Sacramento has all the momentum — reportedly the NBA and its relocation committee have told the Kings owners, the Maloof brothers, to stay put and not move their team this summer.
But the folks in Anaheim are not giving up, stepping in at the last minute to sweeten the deal to move the Kings south, according to the Sacramento Bee.In a late move to land the Kings, Orange County billionaire Henry Samueli has offered to increase his personal loan to the team from $50 million to as much as $75 million, and has offered to buy a minority stake in the organization.
Samueli, owner of the Anaheim Ducks hockey team, also has agreed to make far more costly improvements to Anaheim’s Honda Center, which he manages, to bring that facility up to NBA standards.
Originally, Honda Center officials had planned to spend $25 million on upgrades. That figure has jumped in the last few days to $70 million, center officials said Thursday afternoon.
Randy Youngman at the Orange County Register adds that people in Anaheim have lined up three times the sponsorship money and improved the television package to $24 million a year (more than double the current deal in Sacramento) with the team’s games shown on a variety of networks.
Basically, while the city of Sacramento’s grass roots effort can raise $10 million, Samueli can push a lot more chips into the pot a lot more easily. That still likely will not save his hand.
This comes off as adding to some of the existing concerns of other owners — that the Maloofs are taking on too much debt, for one. And it does not change questions about the viability of a third team in the greater Los Angeles market.
As for Samueli offering to take on a minority stake in the team, it feels like he’s been angling for that or more all along. Giving the already debt-loaded Maloofs another loan would help keep him at the front of the line should the team ever be sold, a minority ownership share even more so.
The Maloof brothers have until Monday to decide if they are going to file for relocation with the league and test the other owners resolve to block them. With the league telling the Maloofs to stay put, they likely do not have the votes to get the Board of Governor’s approval for a move.
There has been talk the Kings could take their case to court, or try to pull an Al Davis and just move the team anyway. Both of those are tough uphill battles. Donald Sterling essentially already did that in 1984 when he moved the Clippers from San Diego to Los Angeles and after that the NBA change rules saying that an owner cannot move a team without Board of Governors approval. The Maloofs signed off on that when they bought the team.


WORK INSTRUCTIONS.
Your response should consist of one number, the count of lines below that contain "Image".
BEGIN DATASET EXCERPTS
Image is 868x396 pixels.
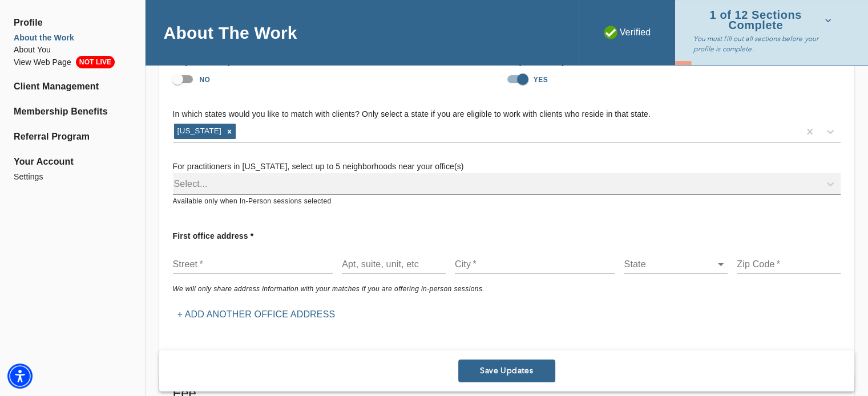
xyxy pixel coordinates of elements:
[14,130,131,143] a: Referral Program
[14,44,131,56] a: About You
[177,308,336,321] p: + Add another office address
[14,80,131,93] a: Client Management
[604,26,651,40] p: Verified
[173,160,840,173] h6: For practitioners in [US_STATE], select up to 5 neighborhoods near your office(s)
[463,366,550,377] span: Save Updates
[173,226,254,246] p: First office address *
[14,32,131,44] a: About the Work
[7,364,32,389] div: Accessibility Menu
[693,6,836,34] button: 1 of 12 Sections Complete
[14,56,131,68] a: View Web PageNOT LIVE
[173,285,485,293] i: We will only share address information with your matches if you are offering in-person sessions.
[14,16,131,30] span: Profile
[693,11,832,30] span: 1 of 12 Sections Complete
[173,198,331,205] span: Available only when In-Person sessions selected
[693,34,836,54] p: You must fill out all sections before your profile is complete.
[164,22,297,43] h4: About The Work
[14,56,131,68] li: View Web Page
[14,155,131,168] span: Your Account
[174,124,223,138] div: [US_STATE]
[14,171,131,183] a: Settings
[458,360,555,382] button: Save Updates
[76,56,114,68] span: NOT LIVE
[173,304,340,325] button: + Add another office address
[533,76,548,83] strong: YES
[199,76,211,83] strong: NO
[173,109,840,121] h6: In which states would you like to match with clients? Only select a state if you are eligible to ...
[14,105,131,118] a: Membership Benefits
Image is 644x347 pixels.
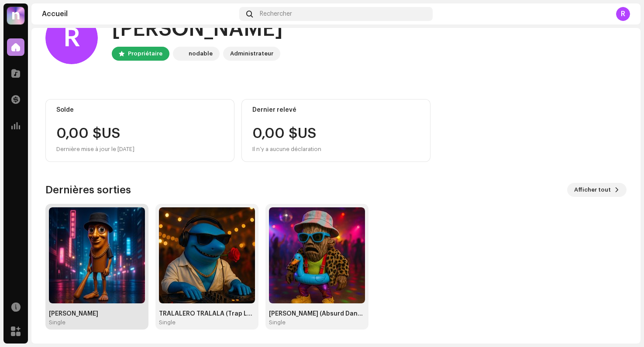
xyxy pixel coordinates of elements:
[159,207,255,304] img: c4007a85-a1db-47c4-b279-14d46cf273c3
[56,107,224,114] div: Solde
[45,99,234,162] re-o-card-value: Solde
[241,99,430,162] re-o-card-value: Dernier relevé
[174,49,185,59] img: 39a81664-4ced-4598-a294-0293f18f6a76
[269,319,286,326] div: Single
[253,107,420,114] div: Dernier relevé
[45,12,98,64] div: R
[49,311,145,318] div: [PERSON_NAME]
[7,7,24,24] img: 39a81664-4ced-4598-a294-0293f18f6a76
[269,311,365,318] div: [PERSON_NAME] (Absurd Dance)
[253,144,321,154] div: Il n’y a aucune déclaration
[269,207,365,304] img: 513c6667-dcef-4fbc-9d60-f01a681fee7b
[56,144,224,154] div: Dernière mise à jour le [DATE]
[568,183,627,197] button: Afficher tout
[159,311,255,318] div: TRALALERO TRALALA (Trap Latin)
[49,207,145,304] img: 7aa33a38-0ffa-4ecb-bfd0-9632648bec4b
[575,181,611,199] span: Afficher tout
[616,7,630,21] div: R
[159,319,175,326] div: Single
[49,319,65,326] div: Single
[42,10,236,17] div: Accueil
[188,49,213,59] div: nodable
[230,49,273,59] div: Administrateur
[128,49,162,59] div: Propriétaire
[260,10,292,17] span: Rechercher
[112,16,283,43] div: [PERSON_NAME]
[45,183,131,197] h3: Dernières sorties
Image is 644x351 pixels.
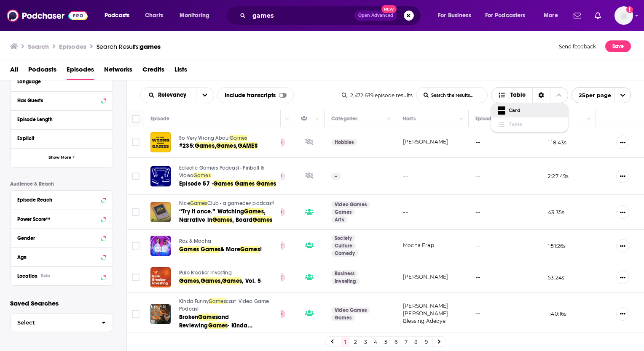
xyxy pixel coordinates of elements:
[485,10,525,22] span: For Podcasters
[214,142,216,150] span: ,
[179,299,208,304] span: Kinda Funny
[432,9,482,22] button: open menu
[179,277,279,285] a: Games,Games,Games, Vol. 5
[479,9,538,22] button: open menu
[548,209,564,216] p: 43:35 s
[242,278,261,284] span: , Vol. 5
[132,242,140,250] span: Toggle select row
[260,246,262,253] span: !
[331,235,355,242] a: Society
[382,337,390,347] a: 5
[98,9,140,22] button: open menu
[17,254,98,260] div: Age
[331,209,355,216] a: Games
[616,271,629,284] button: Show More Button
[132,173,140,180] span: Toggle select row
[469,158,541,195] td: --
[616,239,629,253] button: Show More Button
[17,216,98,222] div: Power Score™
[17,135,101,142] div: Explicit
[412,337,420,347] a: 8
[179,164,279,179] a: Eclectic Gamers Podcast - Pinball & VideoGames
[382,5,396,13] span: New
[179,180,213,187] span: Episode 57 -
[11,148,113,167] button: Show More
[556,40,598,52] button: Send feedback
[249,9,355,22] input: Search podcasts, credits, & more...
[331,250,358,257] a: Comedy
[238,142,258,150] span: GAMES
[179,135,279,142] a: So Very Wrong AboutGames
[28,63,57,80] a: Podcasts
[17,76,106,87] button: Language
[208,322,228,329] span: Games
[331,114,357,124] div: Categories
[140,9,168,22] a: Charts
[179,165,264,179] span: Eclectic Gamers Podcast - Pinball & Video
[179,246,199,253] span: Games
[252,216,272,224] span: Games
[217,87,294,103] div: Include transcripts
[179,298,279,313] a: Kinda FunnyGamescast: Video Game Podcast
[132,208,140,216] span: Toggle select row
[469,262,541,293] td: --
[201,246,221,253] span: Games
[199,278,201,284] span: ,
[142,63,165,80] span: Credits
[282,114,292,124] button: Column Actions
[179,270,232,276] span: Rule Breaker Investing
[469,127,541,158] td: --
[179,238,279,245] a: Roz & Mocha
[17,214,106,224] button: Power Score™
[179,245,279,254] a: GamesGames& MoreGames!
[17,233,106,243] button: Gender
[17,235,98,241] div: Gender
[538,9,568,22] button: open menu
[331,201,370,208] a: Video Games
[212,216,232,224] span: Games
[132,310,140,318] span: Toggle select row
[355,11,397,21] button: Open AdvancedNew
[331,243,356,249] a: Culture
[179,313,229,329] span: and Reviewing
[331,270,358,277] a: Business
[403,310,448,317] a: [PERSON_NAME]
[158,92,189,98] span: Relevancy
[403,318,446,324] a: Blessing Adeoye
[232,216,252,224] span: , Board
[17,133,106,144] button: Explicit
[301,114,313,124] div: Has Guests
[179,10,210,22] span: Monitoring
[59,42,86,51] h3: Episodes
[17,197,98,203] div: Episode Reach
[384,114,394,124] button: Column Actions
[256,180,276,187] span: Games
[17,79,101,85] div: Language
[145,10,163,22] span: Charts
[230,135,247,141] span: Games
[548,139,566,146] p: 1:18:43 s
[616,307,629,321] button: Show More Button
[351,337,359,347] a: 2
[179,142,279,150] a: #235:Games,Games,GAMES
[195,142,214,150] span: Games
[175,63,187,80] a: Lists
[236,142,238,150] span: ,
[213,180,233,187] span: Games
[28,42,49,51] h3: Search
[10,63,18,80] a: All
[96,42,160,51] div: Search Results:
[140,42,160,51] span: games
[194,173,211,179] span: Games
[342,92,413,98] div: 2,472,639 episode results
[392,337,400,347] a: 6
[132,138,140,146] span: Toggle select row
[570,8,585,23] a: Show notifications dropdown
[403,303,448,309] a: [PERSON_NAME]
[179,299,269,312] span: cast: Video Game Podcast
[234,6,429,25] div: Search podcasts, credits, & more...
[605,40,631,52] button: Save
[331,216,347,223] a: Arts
END DATASET EXCERPTS
BEGIN DATASET EXCERPTS
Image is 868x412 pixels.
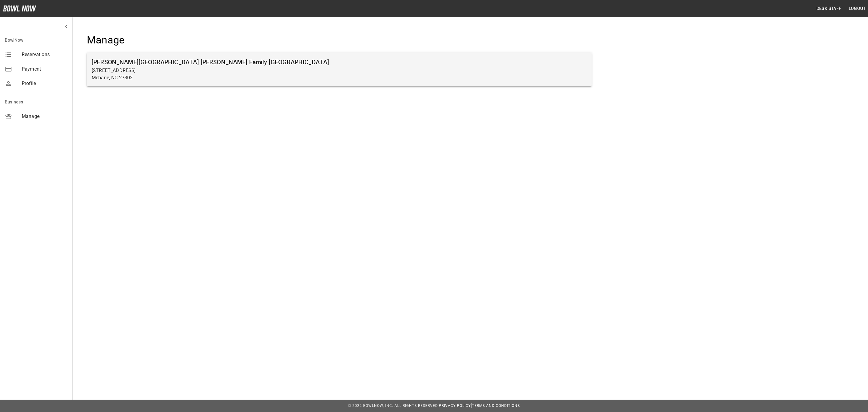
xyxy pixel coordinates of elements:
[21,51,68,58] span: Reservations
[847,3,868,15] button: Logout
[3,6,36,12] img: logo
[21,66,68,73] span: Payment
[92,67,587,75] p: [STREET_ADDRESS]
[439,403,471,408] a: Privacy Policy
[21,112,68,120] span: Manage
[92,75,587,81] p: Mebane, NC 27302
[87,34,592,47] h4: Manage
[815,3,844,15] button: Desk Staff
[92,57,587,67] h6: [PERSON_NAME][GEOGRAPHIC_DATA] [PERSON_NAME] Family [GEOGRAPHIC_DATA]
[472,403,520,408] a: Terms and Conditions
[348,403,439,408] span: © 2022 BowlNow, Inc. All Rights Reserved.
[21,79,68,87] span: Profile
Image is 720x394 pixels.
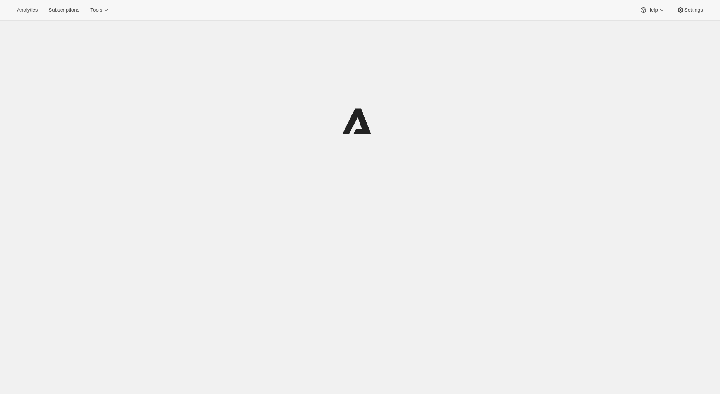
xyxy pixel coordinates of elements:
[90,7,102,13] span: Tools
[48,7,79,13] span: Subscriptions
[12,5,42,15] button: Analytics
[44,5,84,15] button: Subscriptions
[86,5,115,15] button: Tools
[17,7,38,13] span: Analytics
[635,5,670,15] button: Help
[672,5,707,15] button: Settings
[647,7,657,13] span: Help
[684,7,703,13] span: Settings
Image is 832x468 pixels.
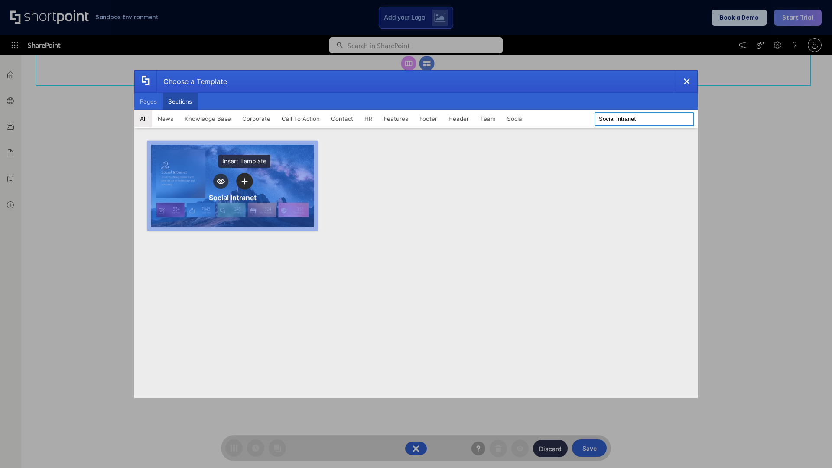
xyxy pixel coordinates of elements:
END DATASET EXCERPTS
BEGIN DATASET EXCERPTS
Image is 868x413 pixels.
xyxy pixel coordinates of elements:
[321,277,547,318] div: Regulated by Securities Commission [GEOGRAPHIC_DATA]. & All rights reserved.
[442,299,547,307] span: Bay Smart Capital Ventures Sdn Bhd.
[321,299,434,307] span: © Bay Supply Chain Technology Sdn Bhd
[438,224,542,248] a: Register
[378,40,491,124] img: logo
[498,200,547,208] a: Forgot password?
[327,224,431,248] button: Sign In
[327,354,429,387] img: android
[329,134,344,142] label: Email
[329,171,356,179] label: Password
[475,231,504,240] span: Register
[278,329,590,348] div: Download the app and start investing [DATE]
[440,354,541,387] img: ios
END DATASET EXCERPTS
WRITTEN ANSWER.
7